Grunt Before Grace: The Work No One Applauds
- 12 hours ago
- 4 min read

Grace is what people notice.
It is the calm response in a heated moment.
The measured decision when others panic.
The leader who holds their centre while everything around them feels uncertain.
What people rarely see is what made that moment possible.
Grace is not the starting point. It is the outcome.
Before grace comes grunt, and grunt is the work no one applauds.
The Leadership Work That Happens in Private
In leadership, visibility is often mistaken for value.
We celebrate the presentation, the promotion, the decisive announcement. But the most consequential leadership work happens long before the spotlight arrives, usually in moments that feel uncomfortable, repetitive, or deeply personal.
Grunt is the quiet discipline of preparation.
It is the leader who practises the conversation they would rather avoid.
The executive who reflects on their impact instead of defending their intent.
The decision maker who slows their thinking under pressure rather than speeding it up.
This work is rarely recognised, yet it is what creates leaders who can be trusted when it matters most.
Why Leaders Want Grace Without Grunt
Many leaders aspire to presence, confidence, and composure. Few are taught how to build it.
Grace looks attractive because it appears effortless. But what looks effortless on the surface is almost always the result of sustained effort underneath.
In performance disciplines like ballet, no one confuses the final performance with the training that made it possible. In leadership, we often do.
We expect leaders to be calm without teaching them regulation.
We expect decisiveness without clarity.
We expect resilience without recovery.
This disconnect creates leaders who perform composure until pressure exposes the cracks.
Grunt Is Where Leadership Is Earned
Grunt is not about working harder. It is about working deeper.
In leadership, grunt looks like:
Learning how your nervous system responds to stress
Noticing when you default to control, avoidance, or over-explaining
Practising emotional regulation before high-stakes moments
Building language for difficult conversations instead of improvising under pressure
Developing self-trust through repetition, not reassurance
This is the conditioning phase. It is where leaders build the muscle memory that allows grace to appear when stakes are high.
Without grunt, grace becomes fragile.
The Discomfort Most Leaders Try to Avoid
Grunt requires leaders to tolerate discomfort without immediate reward.
This is where many disengage.
Discomfort often signals growth, but it feels inconvenient in fast-paced environments. Leaders are praised for output, not introspection. Action is rewarded more visibly than reflection.
Yet, leaders who skip this phase often find themselves reactive, overwhelmed, or brittle under pressure.
They look composed until they are tested.
The leaders who can hold pressure without leaking it have spent time deliberately stretching their capacity. They have rehearsed discomfort so it no longer surprises them.
Grit Sustains the Invisible Work
Grunt begins the work. Grit sustains it.
Grit is what keeps leaders practising long after competence is achieved. It is the willingness to repeat fundamentals even when the novelty wears off.
In leadership, this means:
Revisiting core behaviours regularly
Staying consistent in values under stress
Choosing discipline over shortcuts
Remaining present in prolonged uncertainty
This is not glamorous leadership. It is dependable leadership.
And dependable leaders are the ones organisations turn to when complexity increases.
Grace Is Not Softness, It Is Strength
Grace is often misunderstood as ease or softness. In reality, it is strength refined.
Grace allows leaders to:
Respond instead of react
Hold accountability without hostility
Create clarity without rigidity
Lead firmly without force
Grace does not dilute authority. It strengthens it.
But grace that has not been earned through grunt lacks depth. It may look polished, but it will not hold under pressure.
Poise Under Pressure™ Is Built Backwards
Poise under pressure is not created in the moment pressure arrives. It is built long before.
It is built in the conversations you practise.
The discomfort you tolerate.
The habits you repeat when no one is watching.
Leaders who invest in grunt create the conditions for grace to emerge naturally. Their calm is not performative. It is embodied.
And that is why teams trust them.
The Quiet Advantage
In a world obsessed with speed and visibility, grunt offers a quiet advantage.
It creates leaders who do not need to prove themselves in every moment. Leaders who do not escalate tension to feel powerful. Leaders who can hold complexity without collapsing into urgency.
Grace becomes their signature, but grunt remains their foundation.
And while grunt may never be applauded, its impact is felt everywhere.
If you would like to book in a time to speak with Ally: CLICK HERE.
Ally Nitschke is a best-selling Author, an award-winning Thought Leader and Speaker. She has been working with leaders and as a Leader for over 20 years.
She is on a mission to change the way we communicate at work, to lean into those uncomfortable conversations and lead with courage.
Ally is a Keynote Speaker at conferences, delivers Transformational Programs & highly engaging workshops as well as provides Executive Coaching.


Directions for this task
The answer is every line of the records that holds the word "ffffff", copied in full.

Record set
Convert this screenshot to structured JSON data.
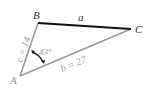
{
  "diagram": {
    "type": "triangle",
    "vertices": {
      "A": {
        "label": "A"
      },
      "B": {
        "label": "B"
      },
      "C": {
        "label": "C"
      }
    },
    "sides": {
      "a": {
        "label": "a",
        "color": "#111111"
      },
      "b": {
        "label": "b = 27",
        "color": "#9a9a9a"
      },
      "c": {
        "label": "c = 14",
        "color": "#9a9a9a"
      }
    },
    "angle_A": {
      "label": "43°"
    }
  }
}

* * *

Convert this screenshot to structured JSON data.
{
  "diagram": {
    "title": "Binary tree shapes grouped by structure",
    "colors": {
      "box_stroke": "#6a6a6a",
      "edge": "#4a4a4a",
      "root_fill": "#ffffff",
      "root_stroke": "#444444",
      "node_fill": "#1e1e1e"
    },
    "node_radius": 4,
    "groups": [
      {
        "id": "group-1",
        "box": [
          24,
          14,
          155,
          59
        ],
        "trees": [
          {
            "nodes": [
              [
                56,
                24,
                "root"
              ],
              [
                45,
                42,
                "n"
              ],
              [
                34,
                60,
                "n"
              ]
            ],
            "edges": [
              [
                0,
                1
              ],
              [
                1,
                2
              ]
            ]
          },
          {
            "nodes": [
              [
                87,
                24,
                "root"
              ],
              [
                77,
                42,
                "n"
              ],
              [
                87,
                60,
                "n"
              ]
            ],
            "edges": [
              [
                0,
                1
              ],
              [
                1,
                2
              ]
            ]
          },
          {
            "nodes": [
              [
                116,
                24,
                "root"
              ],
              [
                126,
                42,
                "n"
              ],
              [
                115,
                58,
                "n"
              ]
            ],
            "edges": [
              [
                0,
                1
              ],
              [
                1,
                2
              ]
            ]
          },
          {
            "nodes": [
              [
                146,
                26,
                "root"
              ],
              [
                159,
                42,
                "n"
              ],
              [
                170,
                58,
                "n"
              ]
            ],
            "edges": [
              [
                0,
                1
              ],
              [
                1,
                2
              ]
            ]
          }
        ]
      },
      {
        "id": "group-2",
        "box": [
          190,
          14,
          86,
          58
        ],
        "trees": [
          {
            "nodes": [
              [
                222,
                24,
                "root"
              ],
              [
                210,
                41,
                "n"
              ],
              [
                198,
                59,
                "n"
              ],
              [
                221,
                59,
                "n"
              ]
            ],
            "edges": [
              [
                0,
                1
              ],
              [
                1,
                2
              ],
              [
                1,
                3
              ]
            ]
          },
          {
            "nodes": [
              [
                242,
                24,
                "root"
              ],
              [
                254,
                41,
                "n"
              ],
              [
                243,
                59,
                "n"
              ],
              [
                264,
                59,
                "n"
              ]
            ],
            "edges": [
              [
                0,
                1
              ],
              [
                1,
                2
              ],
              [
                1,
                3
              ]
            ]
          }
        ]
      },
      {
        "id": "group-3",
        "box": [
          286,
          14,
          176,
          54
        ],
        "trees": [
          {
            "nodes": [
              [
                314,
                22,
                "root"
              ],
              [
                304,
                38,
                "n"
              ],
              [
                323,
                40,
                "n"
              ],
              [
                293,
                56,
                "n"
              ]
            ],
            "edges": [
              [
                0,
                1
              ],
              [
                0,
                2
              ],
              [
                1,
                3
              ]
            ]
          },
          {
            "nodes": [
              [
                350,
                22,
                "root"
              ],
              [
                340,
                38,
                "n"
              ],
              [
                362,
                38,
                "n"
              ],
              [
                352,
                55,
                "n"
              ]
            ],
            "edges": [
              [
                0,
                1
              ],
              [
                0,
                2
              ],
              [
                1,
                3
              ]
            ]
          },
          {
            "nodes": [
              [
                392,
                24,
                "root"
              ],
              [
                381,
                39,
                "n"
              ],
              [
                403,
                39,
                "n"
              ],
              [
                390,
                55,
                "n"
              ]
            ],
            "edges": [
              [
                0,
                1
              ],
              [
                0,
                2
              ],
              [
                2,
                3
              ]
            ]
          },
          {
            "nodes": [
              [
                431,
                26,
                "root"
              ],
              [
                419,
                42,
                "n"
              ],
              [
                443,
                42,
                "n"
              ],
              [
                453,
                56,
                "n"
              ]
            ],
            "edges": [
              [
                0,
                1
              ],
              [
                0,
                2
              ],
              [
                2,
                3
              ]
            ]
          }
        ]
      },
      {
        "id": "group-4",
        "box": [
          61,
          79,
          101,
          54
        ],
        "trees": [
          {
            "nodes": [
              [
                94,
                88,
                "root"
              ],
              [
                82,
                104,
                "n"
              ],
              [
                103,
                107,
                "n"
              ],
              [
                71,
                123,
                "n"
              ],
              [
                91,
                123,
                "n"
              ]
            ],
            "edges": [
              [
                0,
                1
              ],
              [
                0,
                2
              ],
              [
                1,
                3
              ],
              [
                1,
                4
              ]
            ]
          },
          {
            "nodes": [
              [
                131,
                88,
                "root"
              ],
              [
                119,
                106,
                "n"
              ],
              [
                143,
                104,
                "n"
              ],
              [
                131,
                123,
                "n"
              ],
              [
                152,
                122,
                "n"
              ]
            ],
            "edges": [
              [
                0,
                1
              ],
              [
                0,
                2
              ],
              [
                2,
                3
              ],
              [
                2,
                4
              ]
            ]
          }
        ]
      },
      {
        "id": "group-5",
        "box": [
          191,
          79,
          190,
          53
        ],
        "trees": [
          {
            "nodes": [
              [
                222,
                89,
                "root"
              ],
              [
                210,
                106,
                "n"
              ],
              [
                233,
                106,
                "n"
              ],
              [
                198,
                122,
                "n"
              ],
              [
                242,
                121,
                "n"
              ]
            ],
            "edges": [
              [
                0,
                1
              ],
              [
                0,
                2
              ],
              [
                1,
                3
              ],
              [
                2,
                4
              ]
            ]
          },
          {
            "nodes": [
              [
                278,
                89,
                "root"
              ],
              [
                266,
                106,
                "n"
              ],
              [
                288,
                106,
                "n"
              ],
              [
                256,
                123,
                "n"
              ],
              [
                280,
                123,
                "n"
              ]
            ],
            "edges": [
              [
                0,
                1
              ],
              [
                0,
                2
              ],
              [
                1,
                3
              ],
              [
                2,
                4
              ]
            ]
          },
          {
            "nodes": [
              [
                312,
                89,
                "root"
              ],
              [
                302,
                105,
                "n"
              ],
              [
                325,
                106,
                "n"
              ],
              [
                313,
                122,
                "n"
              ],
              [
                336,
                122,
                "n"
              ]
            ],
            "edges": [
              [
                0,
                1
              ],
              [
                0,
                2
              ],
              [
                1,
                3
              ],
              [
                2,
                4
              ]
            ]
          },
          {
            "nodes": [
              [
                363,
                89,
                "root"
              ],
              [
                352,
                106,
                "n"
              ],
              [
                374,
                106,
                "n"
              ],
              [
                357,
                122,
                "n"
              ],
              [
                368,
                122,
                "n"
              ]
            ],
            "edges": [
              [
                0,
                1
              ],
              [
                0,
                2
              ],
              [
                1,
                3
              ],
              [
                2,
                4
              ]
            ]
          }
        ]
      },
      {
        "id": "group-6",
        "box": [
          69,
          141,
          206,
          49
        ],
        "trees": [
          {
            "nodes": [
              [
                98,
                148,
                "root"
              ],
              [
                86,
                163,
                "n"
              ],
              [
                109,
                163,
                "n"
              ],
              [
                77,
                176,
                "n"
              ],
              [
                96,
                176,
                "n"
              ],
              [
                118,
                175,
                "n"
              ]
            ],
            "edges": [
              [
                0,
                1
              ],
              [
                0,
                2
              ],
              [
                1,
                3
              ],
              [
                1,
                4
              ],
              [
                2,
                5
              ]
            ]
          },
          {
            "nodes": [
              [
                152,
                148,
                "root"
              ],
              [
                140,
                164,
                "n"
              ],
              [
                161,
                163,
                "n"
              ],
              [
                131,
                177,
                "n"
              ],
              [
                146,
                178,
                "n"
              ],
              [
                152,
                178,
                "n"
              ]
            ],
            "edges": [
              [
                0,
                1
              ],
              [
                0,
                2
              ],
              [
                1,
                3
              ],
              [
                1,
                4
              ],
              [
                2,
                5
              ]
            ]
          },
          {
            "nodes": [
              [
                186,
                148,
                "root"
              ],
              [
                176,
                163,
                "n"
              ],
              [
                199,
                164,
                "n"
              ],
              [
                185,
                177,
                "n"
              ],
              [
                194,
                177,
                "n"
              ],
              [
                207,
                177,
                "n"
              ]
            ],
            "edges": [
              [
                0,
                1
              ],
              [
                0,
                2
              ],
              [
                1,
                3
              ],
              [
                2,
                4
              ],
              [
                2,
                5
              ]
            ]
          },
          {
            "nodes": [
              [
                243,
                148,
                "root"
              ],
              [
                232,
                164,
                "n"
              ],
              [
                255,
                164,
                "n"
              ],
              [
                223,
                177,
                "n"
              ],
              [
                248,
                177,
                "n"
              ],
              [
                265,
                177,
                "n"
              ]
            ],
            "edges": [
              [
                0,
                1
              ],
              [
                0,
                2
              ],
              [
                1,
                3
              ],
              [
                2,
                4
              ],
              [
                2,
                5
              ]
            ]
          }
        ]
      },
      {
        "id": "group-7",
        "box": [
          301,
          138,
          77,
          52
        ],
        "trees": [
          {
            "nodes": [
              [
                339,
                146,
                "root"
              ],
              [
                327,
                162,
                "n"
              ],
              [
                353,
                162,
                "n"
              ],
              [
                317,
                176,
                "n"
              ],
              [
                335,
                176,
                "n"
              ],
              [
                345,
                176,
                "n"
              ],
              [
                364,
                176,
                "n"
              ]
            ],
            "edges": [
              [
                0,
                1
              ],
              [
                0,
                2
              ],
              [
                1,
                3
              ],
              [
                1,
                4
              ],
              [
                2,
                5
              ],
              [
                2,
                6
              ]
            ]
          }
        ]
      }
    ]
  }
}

---

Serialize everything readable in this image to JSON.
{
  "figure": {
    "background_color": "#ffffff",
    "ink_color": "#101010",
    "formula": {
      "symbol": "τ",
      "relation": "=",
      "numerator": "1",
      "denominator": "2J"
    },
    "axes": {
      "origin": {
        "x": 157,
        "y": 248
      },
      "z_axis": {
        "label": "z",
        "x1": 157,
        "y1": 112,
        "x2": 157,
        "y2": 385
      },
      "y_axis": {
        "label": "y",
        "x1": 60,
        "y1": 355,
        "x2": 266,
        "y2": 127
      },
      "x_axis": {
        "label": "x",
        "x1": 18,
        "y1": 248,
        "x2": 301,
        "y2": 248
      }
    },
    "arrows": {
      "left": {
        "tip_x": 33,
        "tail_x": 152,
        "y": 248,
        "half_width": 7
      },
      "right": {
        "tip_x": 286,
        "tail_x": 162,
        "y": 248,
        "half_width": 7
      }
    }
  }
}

Written solution
      "root_fill": "#ffffff",
    "background_color": "#ffffff",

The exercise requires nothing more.